Researchers have successfully stored information in synthetic DNA and then sequenced the DNA to read the data. Nick Goldman and his colleagues from the European Bioinformatics Institute (EBI) encoded all of Shakespeare’s sonnets, an audio clip of Martin Luther King’s “I have a dream” speech, Watson and Crick’s paper on DNA’s structure, a photo of the EBI, and an explanation of their data conversion technique. Last year, Harvard molecular geneticist George Church encoded a book he had written in DNA, but EBI’s breakthroughs are in the way the data is encoded and its error-correction. From the abstract of their scientific paper published at Nature:
We encoded computer files totalling 739 kilobytes of hard-disk storage and with an estimated Shannon information10 of 5.2 × 106 bits into a DNA code, synthesized this DNA, sequenced it and reconstructed the original files with 100% accuracy. Theoretical analysis indicates that our DNA-based storage scheme could be scaled far beyond current global information volumes and offers a realistic technology for large-scale, long-term and infrequently accessed digital archiving. In fact, current trends in technological advances are reducing DNA synthesis costs at a pace that should make our scheme cost-effective for sub-50-year archiving within a decade.
“Synthetic double-helix faithfully stores Shakespeare’s sonnets” (Thanks, Mike Pescovitz!)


* About this task *
From the records that follow, copy every line that contains the word "gridline".

BEGIN

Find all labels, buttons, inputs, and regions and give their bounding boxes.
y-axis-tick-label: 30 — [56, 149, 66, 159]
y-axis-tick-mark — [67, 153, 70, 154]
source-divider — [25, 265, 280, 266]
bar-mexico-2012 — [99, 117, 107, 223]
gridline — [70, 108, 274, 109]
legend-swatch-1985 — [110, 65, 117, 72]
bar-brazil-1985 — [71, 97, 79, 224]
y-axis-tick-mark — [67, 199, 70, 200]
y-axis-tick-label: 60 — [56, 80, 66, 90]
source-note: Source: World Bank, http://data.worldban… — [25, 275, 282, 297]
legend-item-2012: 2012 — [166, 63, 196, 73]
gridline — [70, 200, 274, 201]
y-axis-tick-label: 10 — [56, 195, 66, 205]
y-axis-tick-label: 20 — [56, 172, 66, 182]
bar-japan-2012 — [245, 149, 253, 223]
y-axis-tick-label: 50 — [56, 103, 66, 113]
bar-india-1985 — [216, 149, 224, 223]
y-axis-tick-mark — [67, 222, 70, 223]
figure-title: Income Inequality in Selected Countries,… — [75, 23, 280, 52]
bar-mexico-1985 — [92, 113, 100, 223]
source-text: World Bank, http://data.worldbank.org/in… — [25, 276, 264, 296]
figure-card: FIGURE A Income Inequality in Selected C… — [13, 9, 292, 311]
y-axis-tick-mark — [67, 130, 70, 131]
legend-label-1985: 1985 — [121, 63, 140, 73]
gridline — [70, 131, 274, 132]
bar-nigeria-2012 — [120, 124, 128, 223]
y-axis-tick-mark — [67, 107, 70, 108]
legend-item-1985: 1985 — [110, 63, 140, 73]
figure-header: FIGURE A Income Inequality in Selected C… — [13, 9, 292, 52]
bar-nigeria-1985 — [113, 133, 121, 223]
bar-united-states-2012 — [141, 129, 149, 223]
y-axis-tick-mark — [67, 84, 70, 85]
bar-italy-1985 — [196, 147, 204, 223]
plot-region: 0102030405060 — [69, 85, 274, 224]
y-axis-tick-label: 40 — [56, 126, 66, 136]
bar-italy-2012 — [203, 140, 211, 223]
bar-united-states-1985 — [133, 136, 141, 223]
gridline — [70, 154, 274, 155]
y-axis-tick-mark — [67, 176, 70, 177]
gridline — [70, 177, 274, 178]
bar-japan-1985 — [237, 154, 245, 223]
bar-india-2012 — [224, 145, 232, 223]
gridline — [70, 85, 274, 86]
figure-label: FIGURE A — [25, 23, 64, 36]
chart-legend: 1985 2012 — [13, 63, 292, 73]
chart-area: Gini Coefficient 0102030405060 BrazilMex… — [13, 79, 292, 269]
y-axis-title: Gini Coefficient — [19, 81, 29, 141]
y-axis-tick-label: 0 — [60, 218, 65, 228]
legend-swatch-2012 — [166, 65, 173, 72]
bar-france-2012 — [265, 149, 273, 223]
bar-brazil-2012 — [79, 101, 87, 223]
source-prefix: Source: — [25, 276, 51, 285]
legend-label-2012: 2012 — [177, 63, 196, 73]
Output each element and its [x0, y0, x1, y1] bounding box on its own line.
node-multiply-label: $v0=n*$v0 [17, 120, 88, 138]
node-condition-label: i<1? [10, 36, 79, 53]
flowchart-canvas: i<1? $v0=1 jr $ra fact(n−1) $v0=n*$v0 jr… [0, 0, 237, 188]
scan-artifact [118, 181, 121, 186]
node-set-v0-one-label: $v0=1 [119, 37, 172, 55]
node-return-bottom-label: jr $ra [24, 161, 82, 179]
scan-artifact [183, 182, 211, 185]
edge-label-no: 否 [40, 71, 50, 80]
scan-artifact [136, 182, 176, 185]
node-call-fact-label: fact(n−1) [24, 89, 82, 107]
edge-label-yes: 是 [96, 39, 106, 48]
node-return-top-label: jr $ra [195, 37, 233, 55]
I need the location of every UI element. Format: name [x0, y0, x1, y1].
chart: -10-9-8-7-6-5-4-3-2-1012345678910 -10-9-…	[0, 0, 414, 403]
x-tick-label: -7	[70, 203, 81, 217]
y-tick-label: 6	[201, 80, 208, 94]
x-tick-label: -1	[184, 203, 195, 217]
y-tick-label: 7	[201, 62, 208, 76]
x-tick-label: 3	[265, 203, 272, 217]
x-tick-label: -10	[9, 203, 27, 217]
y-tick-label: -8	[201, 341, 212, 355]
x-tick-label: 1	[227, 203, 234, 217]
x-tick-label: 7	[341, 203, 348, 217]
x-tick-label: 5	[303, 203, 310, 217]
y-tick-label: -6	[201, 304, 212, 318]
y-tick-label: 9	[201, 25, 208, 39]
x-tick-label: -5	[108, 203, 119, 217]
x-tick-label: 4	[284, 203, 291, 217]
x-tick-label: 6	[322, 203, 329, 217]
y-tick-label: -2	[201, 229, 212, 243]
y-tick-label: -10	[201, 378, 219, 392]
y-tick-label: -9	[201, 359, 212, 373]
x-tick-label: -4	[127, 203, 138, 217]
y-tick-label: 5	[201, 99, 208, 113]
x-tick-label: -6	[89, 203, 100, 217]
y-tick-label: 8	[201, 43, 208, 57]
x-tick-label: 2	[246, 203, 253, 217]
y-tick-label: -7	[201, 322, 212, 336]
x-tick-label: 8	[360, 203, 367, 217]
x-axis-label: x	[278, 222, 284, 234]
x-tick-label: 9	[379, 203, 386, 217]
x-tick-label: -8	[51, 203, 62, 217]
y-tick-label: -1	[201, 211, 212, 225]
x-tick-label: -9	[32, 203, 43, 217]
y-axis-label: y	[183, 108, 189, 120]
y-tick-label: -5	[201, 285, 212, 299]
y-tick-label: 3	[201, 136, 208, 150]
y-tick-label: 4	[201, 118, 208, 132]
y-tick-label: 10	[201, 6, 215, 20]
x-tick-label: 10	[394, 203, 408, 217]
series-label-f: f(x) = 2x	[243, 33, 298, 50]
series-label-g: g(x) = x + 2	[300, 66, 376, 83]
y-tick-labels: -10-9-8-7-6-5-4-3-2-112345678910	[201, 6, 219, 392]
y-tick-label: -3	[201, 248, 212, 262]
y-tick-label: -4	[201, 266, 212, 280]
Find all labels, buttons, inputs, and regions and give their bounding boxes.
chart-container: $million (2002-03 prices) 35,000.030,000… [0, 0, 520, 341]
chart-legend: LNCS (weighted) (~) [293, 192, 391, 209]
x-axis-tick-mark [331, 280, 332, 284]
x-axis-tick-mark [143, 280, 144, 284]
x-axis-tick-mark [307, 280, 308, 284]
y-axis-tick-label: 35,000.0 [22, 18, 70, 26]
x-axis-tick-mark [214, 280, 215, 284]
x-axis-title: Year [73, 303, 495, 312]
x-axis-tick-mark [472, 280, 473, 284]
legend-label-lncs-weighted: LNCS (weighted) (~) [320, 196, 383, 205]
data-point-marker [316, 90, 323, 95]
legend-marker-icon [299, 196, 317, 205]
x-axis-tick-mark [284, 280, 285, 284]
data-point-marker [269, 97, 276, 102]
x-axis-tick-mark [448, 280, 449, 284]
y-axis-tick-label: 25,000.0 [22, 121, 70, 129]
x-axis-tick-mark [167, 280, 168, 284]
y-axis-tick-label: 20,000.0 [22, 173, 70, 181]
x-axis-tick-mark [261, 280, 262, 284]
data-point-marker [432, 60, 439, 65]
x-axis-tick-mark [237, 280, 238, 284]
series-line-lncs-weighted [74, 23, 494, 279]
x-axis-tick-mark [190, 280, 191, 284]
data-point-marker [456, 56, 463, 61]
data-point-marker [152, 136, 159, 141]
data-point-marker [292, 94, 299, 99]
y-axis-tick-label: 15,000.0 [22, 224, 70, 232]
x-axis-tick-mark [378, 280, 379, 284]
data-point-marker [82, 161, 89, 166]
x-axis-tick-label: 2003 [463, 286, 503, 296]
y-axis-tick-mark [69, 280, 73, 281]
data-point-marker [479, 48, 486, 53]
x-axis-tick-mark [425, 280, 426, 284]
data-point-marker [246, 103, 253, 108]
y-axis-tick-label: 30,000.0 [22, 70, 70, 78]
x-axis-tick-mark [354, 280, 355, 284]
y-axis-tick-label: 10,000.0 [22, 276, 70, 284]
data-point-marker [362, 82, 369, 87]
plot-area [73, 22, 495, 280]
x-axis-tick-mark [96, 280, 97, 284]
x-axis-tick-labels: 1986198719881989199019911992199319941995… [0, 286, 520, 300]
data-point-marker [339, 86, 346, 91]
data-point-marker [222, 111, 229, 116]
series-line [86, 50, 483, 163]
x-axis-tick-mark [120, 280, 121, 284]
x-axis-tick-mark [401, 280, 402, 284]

END

* Exercise response *
gridline — [70, 108, 274, 109]
gridline — [70, 200, 274, 201]
gridline — [70, 131, 274, 132]
gridline — [70, 154, 274, 155]
gridline — [70, 177, 274, 178]
gridline — [70, 85, 274, 86]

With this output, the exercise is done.